Like Richard Sale's earlier Popular Library entry, Home is the Hangman (reviewed HERE), Murder at Midnight is two long novelettes (or maybe novellas) disguised as a novel. Not that there's anything wrong with that.
Sale was a great storyteller, and everything he cranked out is a pleasure to read. It's just that the work in these two volumes, designed for slick mags like the Saturday Evening Post, are less pleasurable than his novels or pulp stories. The novels are richer in theme and character, the pulp mysteries are funnier, and the pulp historicals are more intriguing.
"Murder at Midnight," filling the first 70 pages of the book, is solid mystery/thriller about a couple with a young adopted daughter. True to the title, there's a murder in it, and the mystery revolves around the identity of the adoptee's birth mother and the duplicitous relatitives and associates of the victim. I don't know if the story appeared in the Post or not, but it's just the sort of thing that would have rocked its readers' boats.

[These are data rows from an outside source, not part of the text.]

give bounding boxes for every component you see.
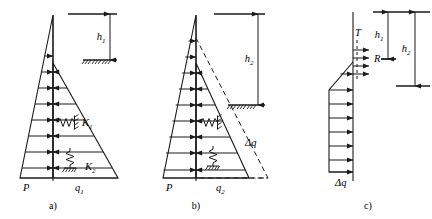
caption-a: a) — [49, 200, 57, 212]
caption-b: b) — [192, 200, 200, 212]
left-load-label-a: P — [22, 182, 30, 193]
figure-container: K1 K2 P q1 — [0, 0, 432, 219]
force-r-label-c: R — [373, 53, 381, 64]
engineering-diagram: K1 K2 P q1 — [0, 0, 432, 219]
caption-c: c) — [364, 200, 372, 212]
left-load-label-b: P — [165, 182, 173, 193]
delta-load-label-c: Δq — [334, 177, 346, 188]
delta-load-label-b: Δq — [244, 137, 256, 148]
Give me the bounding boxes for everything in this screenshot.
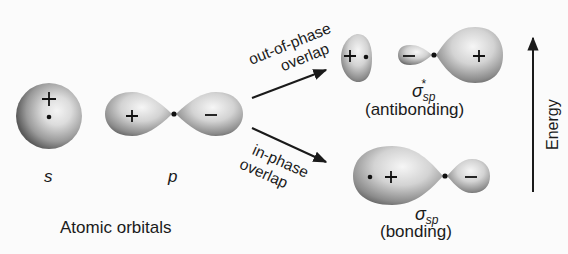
orbital-diagram: s p Atomic orbitals out-of-phase overlap… (0, 0, 568, 254)
atomic-orbitals-caption: Atomic orbitals (60, 219, 171, 236)
p-orbital (105, 92, 243, 136)
bonding-symbol: σsp (415, 205, 439, 223)
s-orbital-label: s (44, 168, 53, 185)
s-orbital (16, 83, 82, 149)
bonding-orbital (353, 146, 490, 205)
antibonding-symbol: σsp* (412, 82, 440, 100)
antibonding-caption: (antibonding) (365, 101, 464, 118)
p-orbital-label: p (168, 168, 177, 185)
energy-label: Energy (545, 99, 561, 150)
sigma-symbol: σ (415, 204, 426, 224)
star-superscript: * (422, 77, 427, 91)
antibonding-orbital (341, 27, 503, 83)
bonding-caption: (bonding) (380, 223, 452, 240)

"Cape Spectre," at 84 pages, comprises the rest. Several pages into this one, I had the feeling I'd read it before, but I was wrong. Sort of. Like the story "Beam to Brazil," in Home is the Hangman," this one takes place after the start of WWII, but before the USA enters the fray, and stars a radio operator sent to take over a troubled station in the South Seas. The similarity, it turned out, was deliberate, because both stories feature the same minor (but vital) supporting character - British agent Dudleigh Peighton. And in this tale, Peighton tells the hero he reminds him of a certain Mike Heywood, the hero of "Beam to Brazil" This is the same technique Sale employed in the mystery novels Lazarus #7 (HERE) and Passing Strange (HERE), in which different protagonists are assisted by the same police detective, Daniel Webster. Other than that, though, "Cape Spectre" is a whole 'nother story. Really.
In searching for the links to those other reviews, I discovered this is the 32nd post I've tagged with the name "Richard Sale." And it won't be the last. Jeez, I must really like the guy.
4 comments:
To be clear: these novelettes are mashed together into one tale, or separated into two stories in one set of covers? Sounds good, either way.
Interesting cover. Meeting in the night.
From front and back, this looks like a novel. But Pop Lib wasn't being too sneaky. Inside there's a table of contents showing two stories, and page headers show the two titles. These days they'd probably be sneakier, but in 1950 folks were not yet overly prejudiced against novelettes.
Haven't looked to see if any of his work is available in ebook format yet, but if so my fingers are itching to do some downloads.